The headline that likely best sums up Yahoo’s acquisition of Tumblr comes from an unlikely source: “Yahoo Back On Top After Purchasing Millions Of 13-Year-Old Girls’ Blogs,” blasted The Onion.
Snicker all you want (I did!), but basically Yahoo just spent $1.1 billion on a younger audience to bolster the aging users of its legacy platform. Well, if there isn’t a mass exodus – Infoworld suggested last week that tens of thousands of Tumblr users were migrating their posts to WordPress in the wake of the announcement. But honestly, most Tumblr users won’t care who owns the platform as long as they get the same use out of it.
Granted, Yahoo does have a reputation for destroying products it acquires, but we’re in the Marissa Mayer era now, so let’s forget the last seven or eight years ever happened. (Carol Bartz – who’s that?) Many Internet commentators are interested in the future of Tumblr porn, which I assume will quickly be excised as Yahoo’s brand advertisers wouldn’t dare be seen near such filth.
Yep – what really will determine the fate of Tumblr is how Yahoo chooses to monetize it.
Last year, Barbarian Group cofounder and former COO Rick Webb delivered the midday keynote at AdMonsters’ OPS conference, detailing his vision for monetizing Tumblr via his role as Revenue and Marketing Consultant. It was thoroughly entertaining speech and pretty damn informative, but most important, it was inspiring – Webb was promoting a brave new world (the good kind!) of creative advertising, branded content taken to the next level.
Less than a year later, Webb is out and Tumblr has been acquired by Yahoo. Not surprisingly, fears are running rampant that Yahoo will start pumping endless banner ads onto the beloved platform. Those ads would likely be programmatically bought junk that will bring back memories of old MySpace.
That’s not going to happen – despite its past missteps, Mayer and the Yahoo force aren’t blind to the fact the banner model is in deep decline. More likely, Tumblr’s monetization path will follow the social media (see StumbleUpon, Twitter, Facebook, etc.) strategy of promoted brand posts. As I learned moderating an agency panel at the AdNatively conference last week, brands are increasingly investing in branded digital content, and a number of creative firms, content production networking systems and distribution services have popped up to assist them.
Tumblr is a fantastic messaging platform – a clever mixture of the best parts of blogs and Twitter. Slap in some promotion ability with some basic targeting functionality (You post a lot on cooking, so check out this recipe from Nestle!) and watch the revenue roll in. Yes, a small but vociferous group of users will complain like they do on Twitter and Facebook (ad haters gonna hate), but exodus is unlikely because the inconvenience of promoted posts will be far less than the convenience of the platform.
Promoted posts would be best recieved in the dashboard mode – for individual blogs, the best method is probably a sidebar with related promoted content (think the Outbrain method – that’s kind of like a banner, but not…).
Of course, monetization nirvana tilts entirely on Yahoo’s integration choice – first and foremost, Tumblr should stay a separate platform from the grand portal as it’s a very different model from a content consumption and monetization standpoint. Sure, sales people can cross-sell with larger branded campaigns, but operationally Tumblr should be kept independent.
If endless links to articles on various Yahoo sites start popping up in the sidebars, I’m going to predict a fair percentage of users will flock to the exits. Anyone disagree?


» BRIEF:
When a line in the entries contains the word "Green", copy that line in full.

(Excerpts from a figure dataset)
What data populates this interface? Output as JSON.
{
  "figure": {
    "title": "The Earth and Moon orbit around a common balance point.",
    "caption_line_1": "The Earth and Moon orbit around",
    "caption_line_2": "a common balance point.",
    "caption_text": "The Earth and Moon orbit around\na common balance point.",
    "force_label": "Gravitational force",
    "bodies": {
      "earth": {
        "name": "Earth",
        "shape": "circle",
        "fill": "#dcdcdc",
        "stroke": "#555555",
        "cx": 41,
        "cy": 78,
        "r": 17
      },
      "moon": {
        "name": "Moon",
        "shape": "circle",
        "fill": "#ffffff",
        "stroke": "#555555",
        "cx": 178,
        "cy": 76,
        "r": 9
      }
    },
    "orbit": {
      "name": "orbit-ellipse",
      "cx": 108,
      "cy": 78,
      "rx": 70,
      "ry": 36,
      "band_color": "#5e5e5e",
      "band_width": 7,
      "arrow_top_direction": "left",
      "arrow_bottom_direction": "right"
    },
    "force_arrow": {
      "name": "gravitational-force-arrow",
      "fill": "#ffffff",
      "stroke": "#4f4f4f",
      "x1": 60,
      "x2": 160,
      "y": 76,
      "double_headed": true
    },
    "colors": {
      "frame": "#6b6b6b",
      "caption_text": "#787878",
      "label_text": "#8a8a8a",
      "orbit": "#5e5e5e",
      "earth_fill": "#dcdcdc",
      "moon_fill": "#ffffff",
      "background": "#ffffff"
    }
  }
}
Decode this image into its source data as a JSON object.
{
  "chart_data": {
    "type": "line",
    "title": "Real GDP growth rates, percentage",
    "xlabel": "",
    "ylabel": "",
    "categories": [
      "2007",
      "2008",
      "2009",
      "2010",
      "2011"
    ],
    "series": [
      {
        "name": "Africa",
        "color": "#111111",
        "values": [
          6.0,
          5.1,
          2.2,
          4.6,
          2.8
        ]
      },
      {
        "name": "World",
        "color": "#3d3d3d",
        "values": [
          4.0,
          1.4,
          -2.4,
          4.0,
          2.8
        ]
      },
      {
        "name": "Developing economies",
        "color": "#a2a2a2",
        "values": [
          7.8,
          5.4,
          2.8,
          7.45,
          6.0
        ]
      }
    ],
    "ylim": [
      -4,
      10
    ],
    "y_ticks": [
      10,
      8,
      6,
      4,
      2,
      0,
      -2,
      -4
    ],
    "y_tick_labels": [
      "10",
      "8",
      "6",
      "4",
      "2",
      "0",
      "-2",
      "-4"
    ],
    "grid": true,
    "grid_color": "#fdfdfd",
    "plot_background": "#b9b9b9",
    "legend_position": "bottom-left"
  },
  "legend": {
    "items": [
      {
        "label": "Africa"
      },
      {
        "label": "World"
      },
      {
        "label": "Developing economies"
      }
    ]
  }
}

---

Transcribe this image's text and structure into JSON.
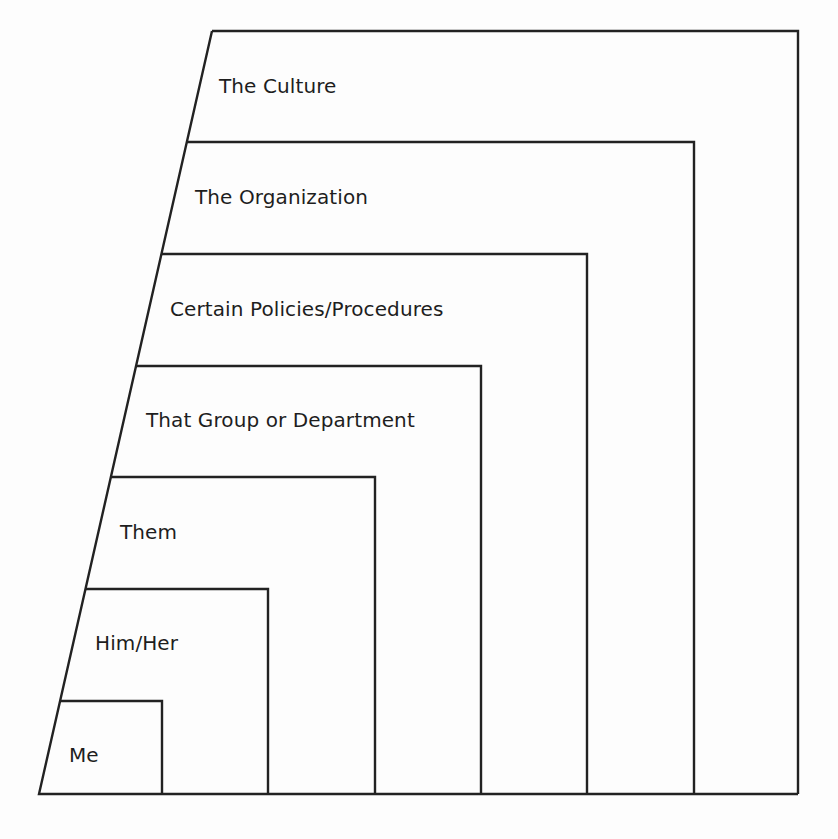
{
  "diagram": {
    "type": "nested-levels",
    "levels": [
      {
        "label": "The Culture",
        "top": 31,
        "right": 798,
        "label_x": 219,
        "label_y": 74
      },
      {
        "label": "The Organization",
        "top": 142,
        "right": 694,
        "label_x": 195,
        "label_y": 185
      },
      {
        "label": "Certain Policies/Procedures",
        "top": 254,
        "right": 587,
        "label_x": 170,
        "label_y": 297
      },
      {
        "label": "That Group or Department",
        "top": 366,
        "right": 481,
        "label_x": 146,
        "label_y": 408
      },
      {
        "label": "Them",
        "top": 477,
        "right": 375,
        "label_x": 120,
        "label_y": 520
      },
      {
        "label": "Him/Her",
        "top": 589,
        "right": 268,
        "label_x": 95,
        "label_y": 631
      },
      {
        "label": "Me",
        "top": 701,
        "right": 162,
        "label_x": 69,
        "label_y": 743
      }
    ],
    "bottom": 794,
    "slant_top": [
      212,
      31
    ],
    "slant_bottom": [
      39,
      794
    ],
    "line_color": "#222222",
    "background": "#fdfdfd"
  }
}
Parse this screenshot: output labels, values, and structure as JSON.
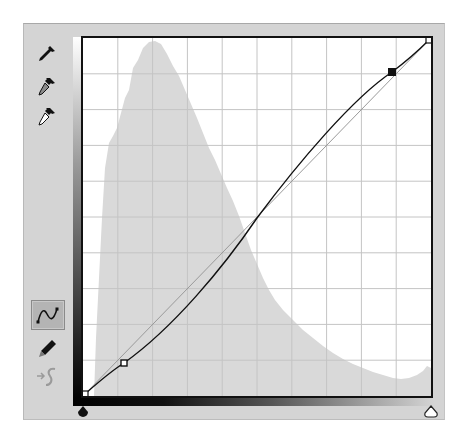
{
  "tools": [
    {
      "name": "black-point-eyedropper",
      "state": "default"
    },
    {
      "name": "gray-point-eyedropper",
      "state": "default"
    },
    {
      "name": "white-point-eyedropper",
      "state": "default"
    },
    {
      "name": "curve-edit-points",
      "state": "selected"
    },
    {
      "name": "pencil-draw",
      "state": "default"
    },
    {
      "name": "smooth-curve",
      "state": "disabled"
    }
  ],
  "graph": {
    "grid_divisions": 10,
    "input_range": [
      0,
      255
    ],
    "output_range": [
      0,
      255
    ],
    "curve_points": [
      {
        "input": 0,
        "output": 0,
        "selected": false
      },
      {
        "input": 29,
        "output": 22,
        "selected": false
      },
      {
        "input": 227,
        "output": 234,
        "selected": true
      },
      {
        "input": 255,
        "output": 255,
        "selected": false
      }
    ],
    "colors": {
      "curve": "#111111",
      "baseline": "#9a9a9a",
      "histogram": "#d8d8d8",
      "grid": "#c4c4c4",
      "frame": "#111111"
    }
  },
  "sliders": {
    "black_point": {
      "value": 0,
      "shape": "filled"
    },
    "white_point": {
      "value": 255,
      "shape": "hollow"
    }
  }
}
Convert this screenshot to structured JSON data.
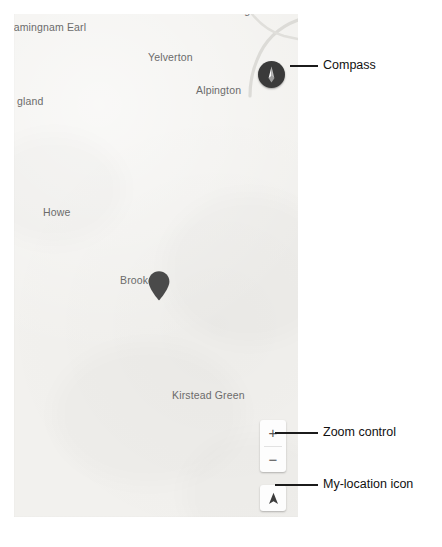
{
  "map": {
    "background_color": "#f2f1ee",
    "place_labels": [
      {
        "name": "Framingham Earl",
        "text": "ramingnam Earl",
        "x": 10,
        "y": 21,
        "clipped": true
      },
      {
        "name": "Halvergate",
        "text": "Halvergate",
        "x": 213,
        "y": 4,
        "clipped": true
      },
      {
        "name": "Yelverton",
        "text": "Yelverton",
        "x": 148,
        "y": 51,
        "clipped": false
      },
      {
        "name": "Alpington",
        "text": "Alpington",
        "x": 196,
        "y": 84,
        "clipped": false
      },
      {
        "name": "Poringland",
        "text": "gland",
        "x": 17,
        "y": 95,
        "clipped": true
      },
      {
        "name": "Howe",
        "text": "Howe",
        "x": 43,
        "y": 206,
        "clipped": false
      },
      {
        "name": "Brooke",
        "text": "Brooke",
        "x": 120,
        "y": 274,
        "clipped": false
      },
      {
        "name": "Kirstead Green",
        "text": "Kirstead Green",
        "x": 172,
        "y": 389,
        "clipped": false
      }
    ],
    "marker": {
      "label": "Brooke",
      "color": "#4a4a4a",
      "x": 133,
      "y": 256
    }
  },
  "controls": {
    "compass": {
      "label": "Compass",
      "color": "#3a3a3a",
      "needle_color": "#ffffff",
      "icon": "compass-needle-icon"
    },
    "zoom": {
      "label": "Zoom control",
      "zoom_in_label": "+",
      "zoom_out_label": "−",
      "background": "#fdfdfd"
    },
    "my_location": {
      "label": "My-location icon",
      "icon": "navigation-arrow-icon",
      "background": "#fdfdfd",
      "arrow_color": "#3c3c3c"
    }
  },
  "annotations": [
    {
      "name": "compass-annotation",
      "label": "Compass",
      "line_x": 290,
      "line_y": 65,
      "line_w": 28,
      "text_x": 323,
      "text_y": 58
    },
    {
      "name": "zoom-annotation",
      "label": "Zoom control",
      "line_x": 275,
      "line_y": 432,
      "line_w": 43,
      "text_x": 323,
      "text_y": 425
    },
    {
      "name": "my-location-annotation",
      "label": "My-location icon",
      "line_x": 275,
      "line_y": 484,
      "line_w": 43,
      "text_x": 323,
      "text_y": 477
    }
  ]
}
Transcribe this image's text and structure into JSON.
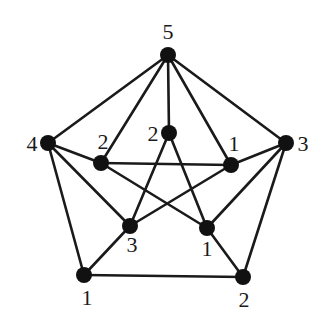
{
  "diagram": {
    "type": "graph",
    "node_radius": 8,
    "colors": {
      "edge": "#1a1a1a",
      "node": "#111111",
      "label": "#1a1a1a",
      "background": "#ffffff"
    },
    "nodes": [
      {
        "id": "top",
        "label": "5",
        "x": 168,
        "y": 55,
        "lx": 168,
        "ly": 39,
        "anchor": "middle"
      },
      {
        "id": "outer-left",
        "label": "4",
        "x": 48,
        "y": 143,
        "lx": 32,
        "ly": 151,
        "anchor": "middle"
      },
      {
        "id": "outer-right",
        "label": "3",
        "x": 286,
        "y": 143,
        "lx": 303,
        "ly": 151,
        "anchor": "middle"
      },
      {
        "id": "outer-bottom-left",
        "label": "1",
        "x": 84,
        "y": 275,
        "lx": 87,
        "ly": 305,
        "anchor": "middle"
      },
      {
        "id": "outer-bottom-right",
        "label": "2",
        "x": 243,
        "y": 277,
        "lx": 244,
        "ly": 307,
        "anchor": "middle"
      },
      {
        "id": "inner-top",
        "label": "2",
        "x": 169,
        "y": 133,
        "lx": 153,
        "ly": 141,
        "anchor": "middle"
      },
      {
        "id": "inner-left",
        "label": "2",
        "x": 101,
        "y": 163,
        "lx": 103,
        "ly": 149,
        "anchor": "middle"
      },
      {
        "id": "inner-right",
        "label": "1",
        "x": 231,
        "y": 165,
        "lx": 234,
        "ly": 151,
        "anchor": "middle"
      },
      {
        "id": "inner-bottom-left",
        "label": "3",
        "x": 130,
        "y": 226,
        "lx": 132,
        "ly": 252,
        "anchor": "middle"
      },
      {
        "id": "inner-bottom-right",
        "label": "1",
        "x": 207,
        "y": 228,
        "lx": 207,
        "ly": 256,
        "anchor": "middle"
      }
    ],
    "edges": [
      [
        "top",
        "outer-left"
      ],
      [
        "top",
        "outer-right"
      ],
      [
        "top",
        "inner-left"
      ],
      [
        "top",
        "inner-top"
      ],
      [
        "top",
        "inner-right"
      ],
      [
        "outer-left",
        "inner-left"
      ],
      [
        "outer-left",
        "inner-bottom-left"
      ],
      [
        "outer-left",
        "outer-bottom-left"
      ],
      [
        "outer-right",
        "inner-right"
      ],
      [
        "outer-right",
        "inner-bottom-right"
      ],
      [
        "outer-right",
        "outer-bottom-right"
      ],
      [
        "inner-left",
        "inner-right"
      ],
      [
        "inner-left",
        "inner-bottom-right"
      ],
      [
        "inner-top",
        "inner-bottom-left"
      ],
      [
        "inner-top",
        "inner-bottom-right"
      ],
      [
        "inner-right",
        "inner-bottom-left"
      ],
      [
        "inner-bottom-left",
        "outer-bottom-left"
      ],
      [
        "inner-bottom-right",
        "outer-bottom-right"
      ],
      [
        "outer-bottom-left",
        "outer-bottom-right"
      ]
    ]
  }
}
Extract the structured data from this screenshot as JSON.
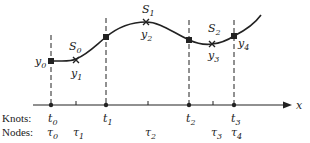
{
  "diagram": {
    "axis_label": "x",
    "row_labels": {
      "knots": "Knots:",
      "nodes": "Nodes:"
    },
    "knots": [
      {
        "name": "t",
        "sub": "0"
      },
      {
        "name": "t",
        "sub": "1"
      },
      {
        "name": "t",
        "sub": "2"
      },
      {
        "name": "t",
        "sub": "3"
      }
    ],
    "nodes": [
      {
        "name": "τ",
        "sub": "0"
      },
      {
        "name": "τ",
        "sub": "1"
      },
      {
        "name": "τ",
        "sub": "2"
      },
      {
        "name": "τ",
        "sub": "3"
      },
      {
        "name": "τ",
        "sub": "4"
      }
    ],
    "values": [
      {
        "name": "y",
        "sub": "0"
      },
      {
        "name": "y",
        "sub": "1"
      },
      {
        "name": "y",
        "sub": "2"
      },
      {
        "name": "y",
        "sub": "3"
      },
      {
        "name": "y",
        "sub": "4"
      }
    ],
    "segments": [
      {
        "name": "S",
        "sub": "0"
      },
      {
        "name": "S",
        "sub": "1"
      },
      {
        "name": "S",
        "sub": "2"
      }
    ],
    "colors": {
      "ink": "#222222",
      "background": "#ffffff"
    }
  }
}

» EXERCISE ANSWER:
        "name": "Kirstead Green",
        "text": "Kirstead Green",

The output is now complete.